4.4 Rules for Updating Duality Views

When updating documents supported by a duality view, some rules must be respected.

  1. If a document-updating operation (update, insertion, or deletion) is attempted, and the required privileges are not granted to the current user or the view owner, then an error is raised at the time of the attempt. (See Database Privileges Needed for Duality-View Updating Operations for the relevant privileges.)

  2. If an attempted document-updating operation (update, insertion, or deletion) violates any constraints imposed on any tables underlying the duality view, then an error is raised. This includes primary-key, unique, NOT NULL, referential-integrity, and check constraints.

  3. If a document-updating operation (update, insertion, or deletion) is attempted, and the view annotations don't allow for that operation, then an error is raised at the time of the attempt.

  4. When inserting a document into a duality view, the document must contain all fields that both (1) contribute to the document's ETAG value and (2) correspond to columns of a (non-root) table that are marked update-only or read-only in the view definition. In addition, the corresponding column data must already exist in the table. If these conditions aren't satisfied then an error is raised.

    The values of all fields that correspond to read-only columns also must match the corresponding column values in the table. Otherwise, an error is raised.

    For example, in duality view race_dv the use of the driver table is update-only (annotated WITH NOINSERT UPDATE NODELETE). When inserting a new race document, the document must contain the fields that correspond to driver table columns driver_id and name, and the driver table must already contain data that corresponds to the driver information in that document.

    Similarly, if the driver table were marked read-only in view race_dv (instead of update-only), then the driver information in the input document would need to be the same as the existing data in the table.

  5. When deleting an object that's linked to its parent with a one-to-many primary-to-foreign-key relationship, if the object does not have annotation DELETE then it is not cascade-deleted. Instead, the foreign key in each row of the object is set to NULL (assuming that the foreign key does not have a non-NULLable constraint).

    For example, the driver array in view team_dv is NODELETE (implicitly, since it's not annotated DELETE). If you delete a team from view team_dv then the corresponding row is deleted from table team.

    But the corresponding rows in the driver table are not deleted. Instead, each such row is unlinked from the deleted team by setting the value of its foreign key column team_id to SQL NULL.

    Similarly, as a result no driver documents are deleted. But their team information is removed. For the version of the Example 3-2, the value of field teamInfo is set to the empty object ({}). For the version of the Example 3-3, each of the team fields, teamId and team, is set to JSON null.

    What would happen if the use of table driver in the definition of duality view team_dv had the annotation DELETE, allowing deletion? In that case, when deleting a given team all of its drivers would also be deleted.
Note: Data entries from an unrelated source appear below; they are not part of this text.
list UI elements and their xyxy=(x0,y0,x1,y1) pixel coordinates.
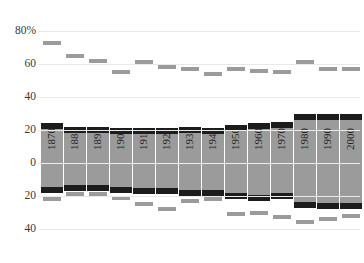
y-axis-tick-label: 40 xyxy=(4,223,36,235)
bar-top-cap xyxy=(294,114,316,120)
lower-marker-1910 xyxy=(135,202,153,206)
lower-marker-1950 xyxy=(227,212,245,216)
bar-top-cap xyxy=(271,122,293,128)
upper-marker-1940 xyxy=(204,72,222,76)
upper-marker-1930 xyxy=(181,67,199,71)
gridline-0-4 xyxy=(38,163,360,164)
bar-bottom-cap xyxy=(133,188,155,194)
upper-marker-1970 xyxy=(273,70,291,74)
lower-marker-1990 xyxy=(319,217,337,221)
upper-marker-1990 xyxy=(319,67,337,71)
bar-label-1880: 1880 xyxy=(69,128,80,150)
bar-label-1990: 1990 xyxy=(322,128,333,150)
range-bar-chart: 80%60402002040 1870188018901900191019201… xyxy=(0,0,364,263)
gridline-80-0 xyxy=(38,31,360,32)
upper-marker-1880 xyxy=(66,54,84,58)
bar-label-1890: 1890 xyxy=(92,128,103,150)
bar-label-1910: 1910 xyxy=(138,128,149,150)
bar-bottom-cap xyxy=(87,185,109,191)
gridline-20-3 xyxy=(38,130,360,131)
bar-label-1980: 1980 xyxy=(299,128,310,150)
lower-marker-1930 xyxy=(181,199,199,203)
bar-label-1970: 1970 xyxy=(276,128,287,150)
y-axis-tick-label: 40 xyxy=(4,91,36,103)
upper-marker-1960 xyxy=(250,69,268,73)
lower-marker-2000 xyxy=(342,214,360,218)
upper-marker-1900 xyxy=(112,70,130,74)
gridline-60-1 xyxy=(38,64,360,65)
bar-bottom-cap xyxy=(41,187,63,193)
bar-label-1960: 1960 xyxy=(253,128,264,150)
bar-top-cap xyxy=(317,114,339,120)
bar-label-1900: 1900 xyxy=(115,128,126,150)
bar-bottom-cap xyxy=(294,202,316,208)
bar-bottom-cap xyxy=(110,187,132,193)
bar-bottom-cap xyxy=(317,203,339,209)
upper-marker-2000 xyxy=(342,67,360,71)
bar-top-cap xyxy=(340,114,362,120)
lower-marker-1870 xyxy=(43,197,61,201)
y-axis-tick-label: 60 xyxy=(4,58,36,70)
y-axis-tick-label: 20 xyxy=(4,190,36,202)
upper-marker-1870 xyxy=(43,41,61,45)
gridline-20-5 xyxy=(38,196,360,197)
upper-marker-1890 xyxy=(89,59,107,63)
bar-bottom-cap xyxy=(340,203,362,209)
bar-label-1920: 1920 xyxy=(161,128,172,150)
lower-marker-1970 xyxy=(273,215,291,219)
bar-label-2000: 2000 xyxy=(345,128,356,150)
bar-label-1930: 1930 xyxy=(184,128,195,150)
plot-area: 1870188018901900191019201930194019501960… xyxy=(38,0,362,263)
bar-bottom-cap xyxy=(156,188,178,194)
bar-label-1940: 1940 xyxy=(207,128,218,150)
lower-marker-1920 xyxy=(158,207,176,211)
y-axis-tick-label: 20 xyxy=(4,124,36,136)
upper-marker-1920 xyxy=(158,65,176,69)
lower-marker-1940 xyxy=(204,197,222,201)
bar-label-1870: 1870 xyxy=(46,128,57,150)
lower-marker-1980 xyxy=(296,220,314,224)
bar-bottom-cap xyxy=(64,185,86,191)
bar-label-1950: 1950 xyxy=(230,128,241,150)
gridline-40-2 xyxy=(38,97,360,98)
upper-marker-1950 xyxy=(227,67,245,71)
y-axis-tick-label: 0 xyxy=(4,157,36,169)
gridline-40-6 xyxy=(38,229,360,230)
y-axis-tick-label: 80% xyxy=(4,25,36,37)
lower-marker-1960 xyxy=(250,211,268,215)
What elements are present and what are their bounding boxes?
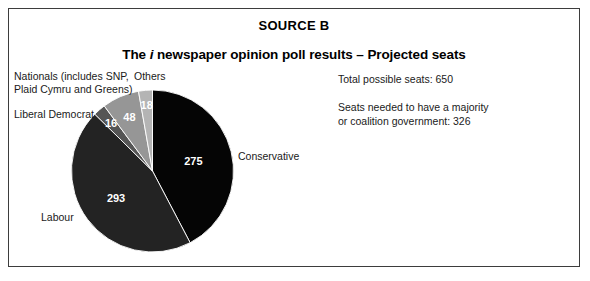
info-majority-line-2: or coalition government: 326 [338, 114, 489, 128]
info-majority-line-1: Seats needed to have a majority [338, 100, 489, 114]
callout-liberal-democrat: Liberal Democrat [14, 108, 94, 121]
info-total-seats: Total possible seats: 650 [338, 72, 489, 86]
callout-nationals-line-1: Nationals (includes SNP, [14, 70, 129, 82]
chart-title-prefix: The [122, 47, 149, 62]
callout-labour: Labour [41, 211, 74, 224]
chart-title: The i newspaper opinion poll results – P… [9, 47, 579, 62]
callout-nationals: Nationals (includes SNP,Plaid Cymru and … [14, 70, 132, 96]
source-heading: SOURCE B [9, 18, 579, 33]
chart-title-rest: newspaper opinion poll results – Project… [153, 47, 465, 62]
info-block: Total possible seats: 650 Seats needed t… [338, 72, 489, 128]
callout-conservative: Conservative [238, 150, 299, 163]
figure-frame: SOURCE B The i newspaper opinion poll re… [8, 8, 580, 267]
callout-nationals-line-2: Plaid Cymru and Greens) [14, 83, 132, 95]
figure-page: SOURCE B The i newspaper opinion poll re… [0, 0, 590, 281]
callout-others: Others [134, 70, 166, 83]
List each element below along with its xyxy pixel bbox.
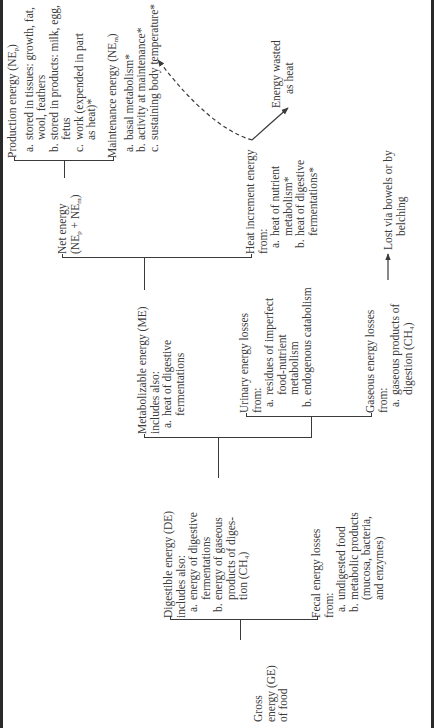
arrow-heat-to-wasted [252,108,288,140]
arrows-layer [0,0,436,728]
arrow-heat-to-maintenance [158,60,252,140]
energy-partition-diagram: Gross energy (GE) of food Digestible ene… [0,0,436,728]
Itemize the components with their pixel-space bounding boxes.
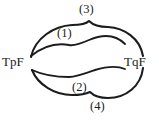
arc-3-curve xyxy=(31,21,143,57)
arc-label-3: (3) xyxy=(79,3,94,16)
arc-label-1: (1) xyxy=(57,27,72,40)
arc-label-2: (2) xyxy=(72,81,87,94)
node-label-tpf: TpF xyxy=(2,55,24,68)
arc-label-4: (4) xyxy=(90,100,105,113)
arc-2-curve xyxy=(32,67,125,77)
node-label-tqf: TqF xyxy=(124,55,146,68)
diagram-canvas: TpF TqF (1) (2) (3) (4) xyxy=(0,0,159,120)
arc-1-curve xyxy=(31,36,125,56)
This would mean both deleting those rows from the driver table and deleting all corresponding driver documents.

  6. In an update operation that replaces a complete document, all fields defined by the view as contributing to the ETAG value (that is, all fields to which annotation CHECK applies) must be included in the new (replacement) document. Otherwise, an error is raised.

    Note that this rule applies also to the use of Oracle SQL function json_transform when using operator KEEP or REMOVE. If any field contributing to the ETAG value is removed from the document then an error is raised.

  7. If a duality view has an underlying table with a foreign key that references a primary or unique key of the same view, then a document-updating operation (update, insertion, or deletion) cannot change the value of that primary or unique key. An attempt to do so raises an error.

  8. If a document-updating operation (update, insertion, or deletion) involves updating the same row of an underlying table then it cannot change anything in that row in two different ways. Otherwise, an error is raised.

    For example, this insertion attempt fails because the same row of the driver table (the row with primary-key driver_id value 105) cannot have its driver name be both "George Russell" and "Lewis Hamilton".

    INSERT INTO team_dv VALUES
      ('{"_id"   : 303,
         "name"   : "Mercedes",
         "points" : 0,
         "driver" : [ {"driverId" : 105,
                       "name"     : "George Russell",
                       "points"   : 0},
                      {"driverId" : 105,
                       "name"     : "Lewis Hamilton",
                       "points"   : 0} ]}');
  9. If the etag field value embedded in a document sent for an updating operation (update, insertion, or deletion) doesn't match the current database state then an error is raised.

  10. If a document-updating operation (update, insertion, or deletion) affects two or more documents supported by the same duality view, then all changes to the data of a given row in an underlying table must be compatible (match). Otherwise, an error is raised. For example, for each driver this operation tries to set the name of the first race ($.race[0].name) to the driver's name ($.name).

    UPDATE driver_dv
      SET data = json_transform(data,
                                SET '$.race[0].name' =
                                json_value(data, '$.name'));
    ERROR at line 1:ORA-42605:
    Cannot update JSON Relational Duality View 'DRIVER_DV':
    cannot modify the same row of the table 'RACE' more than once.